Warm the sesame oil in a small skillet over medium heat. Add the chopped takana and the chili, if using, and stir for 1 to 2 minutes until the mustard aroma rises and the pan looks nearly dry. Add the mirin and shōyu, then cook another minute until the greens are glossy with no liquid pooling. This wakes the pickle's fragrance, cooks off the raw edge of the mirin, and keeps the rice from turning heavy.
Loosen the hot rice with a shamoji, a Japanese rice paddle, or a flat wooden spoon. Scatter the fried takana and sesame seeds over it, then fold with cutting motions rather than stirring like batter. Each grain should stay visible, flecked with green. Hot rice takes the seasoning evenly; mashed rice makes an onigiri that sits in the hand like a stone.
Set out a bowl of water and the salt. Wet your hands, rub a small pinch of salt across your palms, and take about 100 to 110g rice. Cup it lightly and press it three times into a triangle or tawara, a small bale shape. Wet hands keep the rice from sticking, salt seasons the outside, and light pressure makes the grains cling without crushing them.
Wrap each rice ball with a blotted takana leaf, folding the softer tip over first and tucking the stem side underneath. Let the onigiri sit for 5 minutes so the leaf clings and the surface salt settles. Serve the same day.
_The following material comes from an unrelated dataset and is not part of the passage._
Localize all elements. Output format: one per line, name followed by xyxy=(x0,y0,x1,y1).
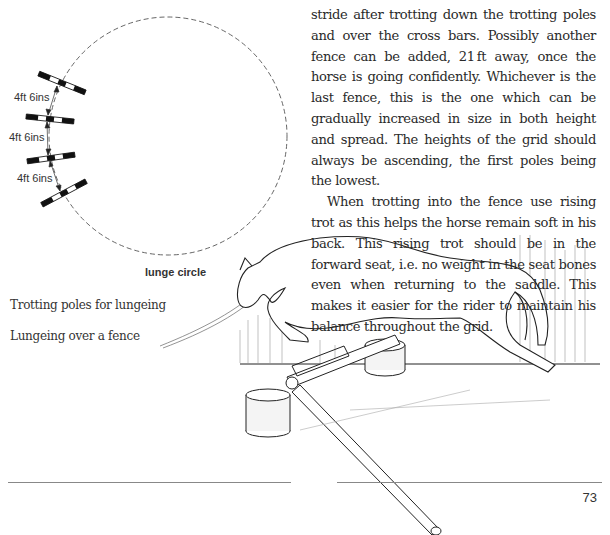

For a picnic or bento, cool them fully before packing, and keep them chilled if they will sit longer than two hours.
1 serving (about 165g)
Culinary guides, cultural storytelling, and the editorial depth that makes cooking meaningful.
Discover Culinary Explorer
Chef Takumi
Onigiri asks for warm rice, clean hands, and just enough pressure. Mix the furikake through while the grains are hot, and every bite carries the seasoning evenly.

Chef Takumi
Yaki onigiri is rice made honest by the grill: firm warm triangles, a patient crust, and shōyu brushed only after the grains can hold it.

Chef Takumi
Karaage onigiri is bento common sense: one juicy piece of soy-ginger chicken tucked into salted rice, shaped warm, and wrapped in nori so the hands stay clean.

Chef Takumi
Kombu onigiri is a small lesson in restraint: glossy soy-simmered kelp, warm salted rice, and hands damp enough that the grains gather without being crushed.